Tuesday, June 20, 2017

Brown water, black water state AGs blend their 'expertise'

The Attorney General of West Virginia, where coal companies have been known to pollute the drinking water, has linked up with our own Brad Schimel, the corporately-obeisant Attorney General of Wisconsin, where contaminating, industrial-scale animal feeding operations have been turning the drinking water brown.
Kewaunee County, WI feedlot runoff
A marriage made in heaven?

Here's the goal of the partnership, reports the Capital Times, and let me be the first to say, "I won't drink to that."

Wisconsin Attorney General Brad Schimel is partnering with West Virginia Attorney General Patrick Morrissey in an effort to push back against federal environmental regulations they say infringe on states' authority.
Schimel and Morrissey led a group of 20 states that sent a letter this week to U.S. Environmental Protection Agency administrator Scott Pruitt seeking changes and clarifications to the EPA's "waters of the U.S." rule, implemented under then-President Barack Obama's administration and currently under review...
 One bit of information about where Schimel's heart lies:
Attorney General Brad Schimel is trying to send a closely watched case involving the expansion of a large dairy farm to appeals judges in conservative Waukesha County — and keep the case away from judges in liberal Dane County.
More, here:
WI ignores lessons of self-inflicted MI water crises.
...file under 'with governing comes responsibility.'
5 Michigan Officials Charged With Involuntary Manslaughter in Connection With Flint Water Crisis
I'm not saying there is perfect equivalency between what happened in Flint and what is going in Wisconsin's Kewaunee County, for example, where the state has not moved aggressively against known, long-standing drinking water contamination - - 
Complete DNR fail: Massive fecal pollution in Kewaunee County wells
 - - and where lax pollution inspections and enforcement has been organized against by citizens and advocates, and documented:
State audit finds DNR ignoring own rules on water pollution

- - but the Michigan tragedy with multiple victims which will linger for years is certainly a lesson in personal responsibility, smart policy-making - - unlike Wisconsin's laws blatantly-tilted towards factory farming - - and the consequences, logical or unintended, of public policy failure.
And quietly shipping Kewaunee residents bottled water as the 2018 election looms, and after years of inaction while government kept expanding the big feedlot operations while reducing inspections and pollution enforcement, speaks volumes.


Exercise requirements
The word "labels" occurs in some lines of the data. Return each such line.

Information supplied

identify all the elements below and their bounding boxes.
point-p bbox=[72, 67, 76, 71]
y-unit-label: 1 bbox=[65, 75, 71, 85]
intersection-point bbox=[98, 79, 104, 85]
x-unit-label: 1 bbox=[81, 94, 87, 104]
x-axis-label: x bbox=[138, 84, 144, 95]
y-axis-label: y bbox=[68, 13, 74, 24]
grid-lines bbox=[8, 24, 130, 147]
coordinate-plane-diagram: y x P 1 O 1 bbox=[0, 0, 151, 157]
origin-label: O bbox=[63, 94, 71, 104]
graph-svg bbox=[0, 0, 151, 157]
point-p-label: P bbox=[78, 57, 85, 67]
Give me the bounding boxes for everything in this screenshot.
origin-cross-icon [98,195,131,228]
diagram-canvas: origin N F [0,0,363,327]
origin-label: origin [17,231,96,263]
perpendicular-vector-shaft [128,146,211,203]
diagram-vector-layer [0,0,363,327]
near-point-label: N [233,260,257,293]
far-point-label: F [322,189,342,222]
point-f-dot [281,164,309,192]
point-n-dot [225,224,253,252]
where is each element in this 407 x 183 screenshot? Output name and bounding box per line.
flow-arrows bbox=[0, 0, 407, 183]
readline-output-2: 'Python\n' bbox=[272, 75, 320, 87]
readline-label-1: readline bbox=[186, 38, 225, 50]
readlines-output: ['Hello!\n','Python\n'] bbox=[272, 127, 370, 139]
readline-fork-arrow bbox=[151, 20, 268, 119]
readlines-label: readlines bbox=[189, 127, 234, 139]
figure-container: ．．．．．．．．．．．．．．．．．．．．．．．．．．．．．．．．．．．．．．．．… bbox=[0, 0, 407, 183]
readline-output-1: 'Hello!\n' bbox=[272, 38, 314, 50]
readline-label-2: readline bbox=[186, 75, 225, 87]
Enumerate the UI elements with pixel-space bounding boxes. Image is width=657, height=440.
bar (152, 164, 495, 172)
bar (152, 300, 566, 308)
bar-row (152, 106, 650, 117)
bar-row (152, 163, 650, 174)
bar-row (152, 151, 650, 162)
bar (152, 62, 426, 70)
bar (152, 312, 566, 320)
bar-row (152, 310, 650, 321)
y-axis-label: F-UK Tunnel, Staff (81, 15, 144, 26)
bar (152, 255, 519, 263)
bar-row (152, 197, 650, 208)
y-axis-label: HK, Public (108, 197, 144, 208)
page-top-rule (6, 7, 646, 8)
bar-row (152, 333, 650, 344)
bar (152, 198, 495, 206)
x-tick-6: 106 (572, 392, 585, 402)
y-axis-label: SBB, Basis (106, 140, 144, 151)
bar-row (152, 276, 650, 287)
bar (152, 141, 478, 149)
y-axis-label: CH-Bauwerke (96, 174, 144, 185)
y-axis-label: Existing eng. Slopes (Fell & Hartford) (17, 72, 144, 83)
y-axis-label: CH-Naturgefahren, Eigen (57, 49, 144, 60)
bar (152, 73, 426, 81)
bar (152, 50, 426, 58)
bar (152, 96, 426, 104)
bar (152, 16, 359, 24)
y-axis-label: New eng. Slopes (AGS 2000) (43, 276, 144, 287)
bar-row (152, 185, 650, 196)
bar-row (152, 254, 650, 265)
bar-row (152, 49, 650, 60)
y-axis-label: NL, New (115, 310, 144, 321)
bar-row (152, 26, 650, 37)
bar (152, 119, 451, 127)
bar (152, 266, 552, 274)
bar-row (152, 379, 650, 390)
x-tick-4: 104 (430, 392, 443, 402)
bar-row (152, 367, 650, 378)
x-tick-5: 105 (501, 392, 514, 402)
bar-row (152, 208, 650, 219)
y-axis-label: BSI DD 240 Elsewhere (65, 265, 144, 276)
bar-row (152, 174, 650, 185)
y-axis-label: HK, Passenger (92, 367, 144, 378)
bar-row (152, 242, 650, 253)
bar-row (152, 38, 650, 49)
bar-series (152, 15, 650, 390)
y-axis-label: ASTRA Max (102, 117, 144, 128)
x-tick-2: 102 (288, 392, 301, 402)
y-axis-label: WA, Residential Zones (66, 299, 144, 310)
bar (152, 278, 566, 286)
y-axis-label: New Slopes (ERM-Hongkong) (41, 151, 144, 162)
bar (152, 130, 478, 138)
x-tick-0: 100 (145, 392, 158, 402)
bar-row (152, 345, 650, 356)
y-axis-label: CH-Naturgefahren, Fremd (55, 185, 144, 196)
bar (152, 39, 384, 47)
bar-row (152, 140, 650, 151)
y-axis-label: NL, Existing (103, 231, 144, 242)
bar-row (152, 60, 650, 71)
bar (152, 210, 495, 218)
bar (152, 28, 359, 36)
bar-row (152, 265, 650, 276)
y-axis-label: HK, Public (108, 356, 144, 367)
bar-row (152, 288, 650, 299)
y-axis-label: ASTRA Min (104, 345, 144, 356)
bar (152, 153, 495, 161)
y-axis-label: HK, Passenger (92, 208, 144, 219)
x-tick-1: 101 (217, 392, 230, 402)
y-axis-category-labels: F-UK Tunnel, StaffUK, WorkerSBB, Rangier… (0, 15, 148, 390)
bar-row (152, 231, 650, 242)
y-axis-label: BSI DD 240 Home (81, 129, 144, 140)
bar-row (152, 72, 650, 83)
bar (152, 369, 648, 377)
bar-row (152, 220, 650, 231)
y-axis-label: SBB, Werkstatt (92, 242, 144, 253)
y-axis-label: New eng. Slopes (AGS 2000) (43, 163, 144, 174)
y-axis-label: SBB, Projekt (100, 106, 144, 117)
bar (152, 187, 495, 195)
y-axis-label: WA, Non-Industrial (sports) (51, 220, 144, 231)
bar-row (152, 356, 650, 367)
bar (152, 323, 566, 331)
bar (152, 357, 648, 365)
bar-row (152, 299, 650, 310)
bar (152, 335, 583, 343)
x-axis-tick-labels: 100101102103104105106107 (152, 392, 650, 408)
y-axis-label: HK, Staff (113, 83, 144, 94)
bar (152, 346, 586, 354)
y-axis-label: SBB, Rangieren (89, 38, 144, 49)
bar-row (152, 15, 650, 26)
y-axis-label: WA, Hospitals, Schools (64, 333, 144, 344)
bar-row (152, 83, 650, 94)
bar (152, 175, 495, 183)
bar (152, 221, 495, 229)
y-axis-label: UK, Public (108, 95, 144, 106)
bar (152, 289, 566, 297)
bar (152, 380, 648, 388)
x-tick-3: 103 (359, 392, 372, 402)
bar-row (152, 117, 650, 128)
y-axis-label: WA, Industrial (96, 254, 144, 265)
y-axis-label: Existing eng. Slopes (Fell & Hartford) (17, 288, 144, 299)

Exercise answer
y-axis-category-labels: F-UK Tunnel, StaffUK, WorkerSBB, Rangier… (0, 15, 148, 390)
x-axis-tick-labels: 100101102103104105106107 (152, 392, 650, 408)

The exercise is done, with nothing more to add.